~Khagendra Bhattarai~
The aroma of food, wafting from the eateries while I walk down the streets after long working hours, takes me back to my home. As I graze on the vast memory of the past that is somehow related to food, it helps me ease my stress and weariness. Say a smell of a roasted corn or a sweet potato in the hearth, a festive occasion in the house or loitering around a village marketplace. Each smell creates an avalanche of memories. Oh! The musky, oily, spicy and a mixture of rich aroma of different flavours remind me of a chatpatiwallah, chholawallahor a paan-pasale(betel-nut shop owner) in the local market.

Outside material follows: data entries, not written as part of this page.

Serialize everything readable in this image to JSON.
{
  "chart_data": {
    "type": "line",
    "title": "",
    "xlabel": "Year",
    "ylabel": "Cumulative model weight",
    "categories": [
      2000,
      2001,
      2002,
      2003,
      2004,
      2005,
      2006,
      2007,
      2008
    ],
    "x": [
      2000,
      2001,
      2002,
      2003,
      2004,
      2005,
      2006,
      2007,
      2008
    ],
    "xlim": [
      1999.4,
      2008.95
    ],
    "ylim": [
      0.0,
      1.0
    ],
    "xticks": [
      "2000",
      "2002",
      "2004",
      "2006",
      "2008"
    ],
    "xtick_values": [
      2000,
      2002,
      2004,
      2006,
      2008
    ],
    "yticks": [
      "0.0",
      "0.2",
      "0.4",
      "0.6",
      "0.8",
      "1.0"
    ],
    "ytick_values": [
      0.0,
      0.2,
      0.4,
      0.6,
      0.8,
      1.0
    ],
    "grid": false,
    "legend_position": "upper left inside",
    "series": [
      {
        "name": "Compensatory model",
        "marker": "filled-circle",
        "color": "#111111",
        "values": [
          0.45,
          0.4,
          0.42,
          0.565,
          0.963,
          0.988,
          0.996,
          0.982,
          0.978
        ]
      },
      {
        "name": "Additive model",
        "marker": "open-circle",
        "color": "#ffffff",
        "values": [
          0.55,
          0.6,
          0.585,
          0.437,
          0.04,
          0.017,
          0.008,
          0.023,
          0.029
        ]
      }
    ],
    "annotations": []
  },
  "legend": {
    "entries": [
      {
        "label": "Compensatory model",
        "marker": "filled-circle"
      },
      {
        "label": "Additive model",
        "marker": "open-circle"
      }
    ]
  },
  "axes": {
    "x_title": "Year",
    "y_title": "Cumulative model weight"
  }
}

One thing that always pesters my mind is –‘favourite food first or last?’ I remember my youngest brother saving a dollop of sweet gundpak and bartering it with small precious things when other kids (including me) finished their share. The little trader is not the same and grown into a young man but he is still exchanging the sweet with goodies in my dream. My wife often talks about Aluko Achar, pickled boiled potatoes, prepared by her sister and our son wishes to be with his great uncle during weekends to have the dishes of his choice in some posh restaurants in Kathmandu. However, it does not mean that we do not get things of our taste in Australia. We have more choices here but we terribly miss the sense of belongingness.

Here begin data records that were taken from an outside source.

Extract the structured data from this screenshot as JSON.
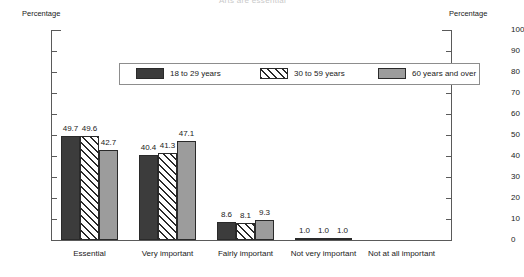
{
  "chart_data": {
    "type": "bar",
    "title": "Arts are essential",
    "xlabel": "",
    "ylabel": "Percentage",
    "ylabel_right": "Percentage",
    "ylim": [
      0,
      100
    ],
    "yticks": [
      100,
      90,
      80,
      70,
      60,
      50,
      40,
      30,
      20,
      10,
      0
    ],
    "grid": false,
    "legend_position": "top",
    "categories": [
      "Essential",
      "Very important",
      "Fairly important",
      "Not very important",
      "Not at all important"
    ],
    "series": [
      {
        "name": "18 to 29 years",
        "fill": "solid-dark",
        "color": "#3c3c3c",
        "values": [
          49.7,
          40.4,
          8.6,
          1.0,
          null
        ],
        "labels": [
          "49.7",
          "40.4",
          "8.6",
          "1.0",
          ""
        ]
      },
      {
        "name": "30 to 59 years",
        "fill": "diagonal-hatch",
        "color": "#ffffff",
        "values": [
          49.6,
          41.3,
          8.1,
          1.0,
          null
        ],
        "labels": [
          "49.6",
          "41.3",
          "8.1",
          "1.0",
          ""
        ]
      },
      {
        "name": "60 years and over",
        "fill": "solid-gray",
        "color": "#9c9c9c",
        "values": [
          42.7,
          47.1,
          9.3,
          1.0,
          null
        ],
        "labels": [
          "42.7",
          "47.1",
          "9.3",
          "1.0",
          ""
        ]
      }
    ]
  }
}
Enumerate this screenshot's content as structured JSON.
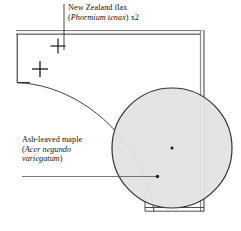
{
  "diagram": {
    "type": "garden-planting-plan",
    "background_color": "#ffffff",
    "line_color": "#1a1a1a",
    "wall_fill_color": "#f2f2f2",
    "shrub_fill_color": "#e2e2e2",
    "shrub_stroke_color": "#333333"
  },
  "labels": {
    "flax": {
      "common_name": "New Zealand flax",
      "botanical_open": "(",
      "botanical_name": "Phormium tenax",
      "botanical_close": ")",
      "quantity": "x2"
    },
    "maple": {
      "common_name": "Ash-leaved maple",
      "botanical_open": "(",
      "botanical_name_line1": "Acer negundo",
      "botanical_name_line2": "variegatum",
      "botanical_close": ")"
    }
  },
  "plants": [
    {
      "id": "flax-1",
      "name": "New Zealand flax",
      "botanical": "Phormium tenax",
      "symbol": "cross",
      "x": 58,
      "y": 46
    },
    {
      "id": "flax-2",
      "name": "New Zealand flax",
      "botanical": "Phormium tenax",
      "symbol": "cross",
      "x": 40,
      "y": 69
    },
    {
      "id": "maple-1",
      "name": "Ash-leaved maple",
      "botanical": "Acer negundo variegatum",
      "symbol": "filled-circle",
      "x": 172,
      "y": 148,
      "radius": 60
    }
  ],
  "leaders": [
    {
      "id": "flax-leader",
      "from_x": 64,
      "from_y": 3,
      "to_x": 64,
      "to_y": 50,
      "orientation": "vertical",
      "target": "flax-1"
    },
    {
      "id": "maple-leader",
      "from_x": 22,
      "from_y": 176,
      "to_x": 158,
      "to_y": 176,
      "orientation": "horizontal",
      "target": "maple-1"
    }
  ],
  "structures": {
    "top_wall": "double-line",
    "right_wall": "double-line",
    "bottom_wall": "double-line",
    "bed_edge": "curved"
  }
}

Food is love. Food is also anger, sustenance, deprivation, joy, loneliness, rage, hatred, ritual, surprise, laughter, history, power and more as Bunny Crumpacker states in her book The Sex Life of Food. Above all, food is memory. We remember a nearly infinite series of incidents behind us back to childhood. Food memories, most of them forgotten or blurred, are a mystical heritage, long since digested and gone, but still lingering in our lives. Food of different varieties determines who we are, what we love, what disgusts us and what makes us feel better.
The dilemma of my childhood – favourite food first or last? slowly or quickly? big bites or small bites? – still remains the same. It was last week when I was having dinner with some workmates. Never heard or imagined before, there was fried ice-cream for our dessert. They dragged the chef right in front of me to satisfy my curiosity how ice-cream can be fried. “Dip the scooped ice-cream in batter and give a quick fry in boiling oil. And you can also pour some wine on the top of the scooped ice-cream and burn it to create a scorching new flavour,” the man furnished a quick reply. He was in real haste as it was a Friday night.

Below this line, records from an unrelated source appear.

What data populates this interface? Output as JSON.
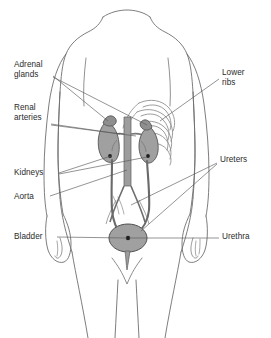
{
  "colors": {
    "background": "#ffffff",
    "body_outline": "#6e6e6e",
    "skeleton_outline": "#8a8a8a",
    "organ_fill": "#a0a0a0",
    "organ_outline": "#555555",
    "vessel_fill": "#9d9d9d",
    "leader_line": "#595959",
    "label_text": "#2b2b2b"
  },
  "labels": {
    "left": [
      {
        "id": "adrenal-glands",
        "text": "Adrenal\nglands",
        "x": 14,
        "y": 60
      },
      {
        "id": "renal-arteries",
        "text": "Renal\narteries",
        "x": 14,
        "y": 103
      },
      {
        "id": "kidneys",
        "text": "Kidneys",
        "x": 14,
        "y": 168
      },
      {
        "id": "aorta",
        "text": "Aorta",
        "x": 14,
        "y": 192
      },
      {
        "id": "bladder",
        "text": "Bladder",
        "x": 14,
        "y": 232
      }
    ],
    "right": [
      {
        "id": "lower-ribs",
        "text": "Lower\nribs",
        "x": 222,
        "y": 68
      },
      {
        "id": "ureters",
        "text": "Ureters",
        "x": 220,
        "y": 155
      },
      {
        "id": "urethra",
        "text": "Urethra",
        "x": 222,
        "y": 232
      }
    ]
  },
  "organs": [
    {
      "id": "left-kidney",
      "name": "Kidney (left)"
    },
    {
      "id": "right-kidney",
      "name": "Kidney (right)"
    },
    {
      "id": "left-adrenal",
      "name": "Adrenal gland (left)"
    },
    {
      "id": "right-adrenal",
      "name": "Adrenal gland (right)"
    },
    {
      "id": "aorta-vessel",
      "name": "Aorta"
    },
    {
      "id": "renal-artery-left",
      "name": "Renal artery (left)"
    },
    {
      "id": "renal-artery-right",
      "name": "Renal artery (right)"
    },
    {
      "id": "ureter-left",
      "name": "Ureter (left)"
    },
    {
      "id": "ureter-right",
      "name": "Ureter (right)"
    },
    {
      "id": "bladder-organ",
      "name": "Bladder"
    },
    {
      "id": "urethra-tube",
      "name": "Urethra"
    },
    {
      "id": "rib-cage",
      "name": "Lower ribs"
    }
  ]
}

The fried ice-cream was just perfect. And what do you think about iced-tea or iced-coffee? I always had in my mind that tea and coffee are hot drinks. Cold tea and coffee are never served in my country. To my surprise, there are about a dozen of different brands of iced-tea and coffee in a supermarket here. Thirst crushing icy cold tea and coffee! It just doesn’t make sense if I talk about kangaroo steak or crocodile meat-burger. For me all cooking is mother’s. Good or bad as we imagine it to be. It’s home and it’s love that certainly makes a difference.